(WORK ORDER) Start with the first line of the material. Repeat each line exactly through the one that contains "The image size is (863, 485).".

Content starts

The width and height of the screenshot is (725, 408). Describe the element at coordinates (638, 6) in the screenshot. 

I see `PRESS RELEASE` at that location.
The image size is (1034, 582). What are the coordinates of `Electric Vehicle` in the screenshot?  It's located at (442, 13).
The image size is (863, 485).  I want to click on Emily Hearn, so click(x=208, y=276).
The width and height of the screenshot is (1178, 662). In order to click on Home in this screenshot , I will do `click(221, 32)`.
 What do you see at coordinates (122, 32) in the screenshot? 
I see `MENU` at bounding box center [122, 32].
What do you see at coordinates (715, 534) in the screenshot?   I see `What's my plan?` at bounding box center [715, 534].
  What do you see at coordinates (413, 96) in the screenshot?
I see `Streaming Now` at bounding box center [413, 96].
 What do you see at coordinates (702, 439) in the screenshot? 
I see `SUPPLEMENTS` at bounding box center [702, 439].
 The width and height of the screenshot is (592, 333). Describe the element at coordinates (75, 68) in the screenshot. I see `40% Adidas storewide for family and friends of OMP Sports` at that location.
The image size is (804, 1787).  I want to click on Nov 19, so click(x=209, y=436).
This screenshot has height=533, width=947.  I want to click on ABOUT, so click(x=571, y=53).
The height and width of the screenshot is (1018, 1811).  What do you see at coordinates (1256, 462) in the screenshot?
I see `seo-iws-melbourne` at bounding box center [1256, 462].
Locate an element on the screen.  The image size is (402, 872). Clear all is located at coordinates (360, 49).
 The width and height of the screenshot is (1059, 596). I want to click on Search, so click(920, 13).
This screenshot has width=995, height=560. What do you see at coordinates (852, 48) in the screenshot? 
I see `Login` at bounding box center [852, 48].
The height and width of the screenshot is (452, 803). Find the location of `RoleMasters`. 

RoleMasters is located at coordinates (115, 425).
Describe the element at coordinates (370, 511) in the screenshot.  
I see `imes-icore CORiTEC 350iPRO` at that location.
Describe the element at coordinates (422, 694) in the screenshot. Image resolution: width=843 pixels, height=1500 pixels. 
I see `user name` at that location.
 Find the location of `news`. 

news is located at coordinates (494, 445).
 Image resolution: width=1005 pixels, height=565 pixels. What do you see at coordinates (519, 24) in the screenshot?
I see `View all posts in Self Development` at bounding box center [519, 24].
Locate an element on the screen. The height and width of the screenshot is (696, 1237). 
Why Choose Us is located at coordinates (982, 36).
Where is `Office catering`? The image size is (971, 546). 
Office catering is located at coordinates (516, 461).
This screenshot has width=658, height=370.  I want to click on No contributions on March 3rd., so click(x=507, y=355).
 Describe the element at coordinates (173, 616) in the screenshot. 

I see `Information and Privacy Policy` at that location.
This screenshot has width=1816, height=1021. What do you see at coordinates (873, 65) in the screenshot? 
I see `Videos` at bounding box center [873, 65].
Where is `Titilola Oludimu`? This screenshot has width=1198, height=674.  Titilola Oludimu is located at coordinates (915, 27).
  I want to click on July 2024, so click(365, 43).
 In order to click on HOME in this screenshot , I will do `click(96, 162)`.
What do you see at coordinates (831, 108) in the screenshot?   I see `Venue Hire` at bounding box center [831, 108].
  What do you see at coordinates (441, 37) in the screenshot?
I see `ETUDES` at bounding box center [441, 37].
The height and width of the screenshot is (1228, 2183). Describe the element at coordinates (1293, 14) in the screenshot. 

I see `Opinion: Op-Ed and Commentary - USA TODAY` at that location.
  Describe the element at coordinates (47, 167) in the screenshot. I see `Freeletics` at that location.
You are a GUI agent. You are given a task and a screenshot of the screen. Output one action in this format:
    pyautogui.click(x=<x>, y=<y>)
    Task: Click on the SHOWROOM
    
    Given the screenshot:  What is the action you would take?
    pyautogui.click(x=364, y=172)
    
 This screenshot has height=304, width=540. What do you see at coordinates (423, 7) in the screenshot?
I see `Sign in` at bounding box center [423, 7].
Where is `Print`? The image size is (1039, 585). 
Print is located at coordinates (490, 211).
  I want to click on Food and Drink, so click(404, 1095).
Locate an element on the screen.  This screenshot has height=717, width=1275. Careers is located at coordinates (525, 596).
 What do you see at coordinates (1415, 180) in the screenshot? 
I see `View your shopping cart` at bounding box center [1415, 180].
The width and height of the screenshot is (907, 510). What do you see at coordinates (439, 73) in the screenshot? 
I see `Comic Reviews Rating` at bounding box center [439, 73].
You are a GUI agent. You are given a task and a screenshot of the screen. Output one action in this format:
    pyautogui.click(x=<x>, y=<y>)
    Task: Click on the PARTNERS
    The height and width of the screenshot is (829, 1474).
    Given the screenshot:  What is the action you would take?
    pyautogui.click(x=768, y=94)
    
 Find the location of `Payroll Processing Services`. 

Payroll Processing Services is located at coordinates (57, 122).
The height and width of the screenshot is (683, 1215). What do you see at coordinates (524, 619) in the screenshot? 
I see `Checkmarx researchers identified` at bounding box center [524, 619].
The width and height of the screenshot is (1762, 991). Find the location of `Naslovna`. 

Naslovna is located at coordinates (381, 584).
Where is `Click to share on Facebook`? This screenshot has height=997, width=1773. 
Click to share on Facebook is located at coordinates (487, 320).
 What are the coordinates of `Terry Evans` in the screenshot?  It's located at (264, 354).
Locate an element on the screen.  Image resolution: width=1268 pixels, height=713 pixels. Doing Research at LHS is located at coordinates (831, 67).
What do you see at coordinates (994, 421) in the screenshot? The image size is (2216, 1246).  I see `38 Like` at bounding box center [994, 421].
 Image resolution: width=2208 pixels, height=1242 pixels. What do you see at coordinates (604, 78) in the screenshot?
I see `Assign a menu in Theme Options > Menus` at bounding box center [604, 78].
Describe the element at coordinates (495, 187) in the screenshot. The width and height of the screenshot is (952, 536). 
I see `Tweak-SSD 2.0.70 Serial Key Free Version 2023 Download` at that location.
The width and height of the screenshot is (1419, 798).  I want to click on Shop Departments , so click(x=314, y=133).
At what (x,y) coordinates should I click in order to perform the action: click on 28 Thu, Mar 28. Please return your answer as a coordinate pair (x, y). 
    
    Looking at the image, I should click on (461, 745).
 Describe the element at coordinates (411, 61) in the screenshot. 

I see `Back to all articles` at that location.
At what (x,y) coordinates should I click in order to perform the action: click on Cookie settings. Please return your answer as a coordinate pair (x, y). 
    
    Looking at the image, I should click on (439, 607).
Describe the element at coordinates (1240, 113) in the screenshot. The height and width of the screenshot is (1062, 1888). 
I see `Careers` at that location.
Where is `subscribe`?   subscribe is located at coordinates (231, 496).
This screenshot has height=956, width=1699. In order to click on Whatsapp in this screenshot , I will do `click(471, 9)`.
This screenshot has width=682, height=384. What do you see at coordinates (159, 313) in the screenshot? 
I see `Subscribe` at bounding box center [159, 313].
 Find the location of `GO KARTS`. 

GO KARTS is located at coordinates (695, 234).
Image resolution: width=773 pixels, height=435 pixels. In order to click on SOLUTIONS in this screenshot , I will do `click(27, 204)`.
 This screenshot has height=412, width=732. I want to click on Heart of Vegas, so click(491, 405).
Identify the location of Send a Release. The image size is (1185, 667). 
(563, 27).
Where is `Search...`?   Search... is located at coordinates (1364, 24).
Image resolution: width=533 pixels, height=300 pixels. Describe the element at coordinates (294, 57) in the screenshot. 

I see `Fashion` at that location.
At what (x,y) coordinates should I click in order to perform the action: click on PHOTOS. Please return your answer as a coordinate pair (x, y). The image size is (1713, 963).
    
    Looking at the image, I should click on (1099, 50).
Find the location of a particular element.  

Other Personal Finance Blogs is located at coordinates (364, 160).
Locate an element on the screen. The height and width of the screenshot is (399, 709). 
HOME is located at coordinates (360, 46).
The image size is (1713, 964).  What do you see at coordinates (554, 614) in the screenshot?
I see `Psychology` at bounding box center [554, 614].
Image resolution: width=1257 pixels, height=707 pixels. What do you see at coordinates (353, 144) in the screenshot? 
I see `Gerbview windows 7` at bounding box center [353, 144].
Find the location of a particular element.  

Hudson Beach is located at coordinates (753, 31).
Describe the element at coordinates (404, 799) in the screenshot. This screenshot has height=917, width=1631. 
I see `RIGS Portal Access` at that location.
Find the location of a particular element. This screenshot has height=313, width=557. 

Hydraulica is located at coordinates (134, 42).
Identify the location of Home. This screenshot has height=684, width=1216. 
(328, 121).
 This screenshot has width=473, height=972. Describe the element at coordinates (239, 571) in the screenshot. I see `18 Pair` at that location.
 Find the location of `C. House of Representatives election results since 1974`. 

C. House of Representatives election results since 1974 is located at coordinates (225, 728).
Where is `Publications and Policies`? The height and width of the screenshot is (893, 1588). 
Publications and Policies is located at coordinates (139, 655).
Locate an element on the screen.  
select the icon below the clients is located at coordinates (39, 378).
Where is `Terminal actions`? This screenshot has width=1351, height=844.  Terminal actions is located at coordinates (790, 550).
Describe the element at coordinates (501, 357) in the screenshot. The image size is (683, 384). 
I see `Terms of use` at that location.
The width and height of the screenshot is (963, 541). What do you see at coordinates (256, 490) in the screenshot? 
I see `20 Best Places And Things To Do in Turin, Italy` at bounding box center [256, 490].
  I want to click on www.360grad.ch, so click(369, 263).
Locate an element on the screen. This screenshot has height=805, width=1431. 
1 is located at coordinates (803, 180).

Content ends

(RESULT OF THIS EXERCISE)
The width and height of the screenshot is (725, 408). Describe the element at coordinates (638, 6) in the screenshot. 

I see `PRESS RELEASE` at that location.
The image size is (1034, 582). What are the coordinates of `Electric Vehicle` in the screenshot?  It's located at (442, 13).
The image size is (863, 485).  I want to click on Emily Hearn, so click(x=208, y=276).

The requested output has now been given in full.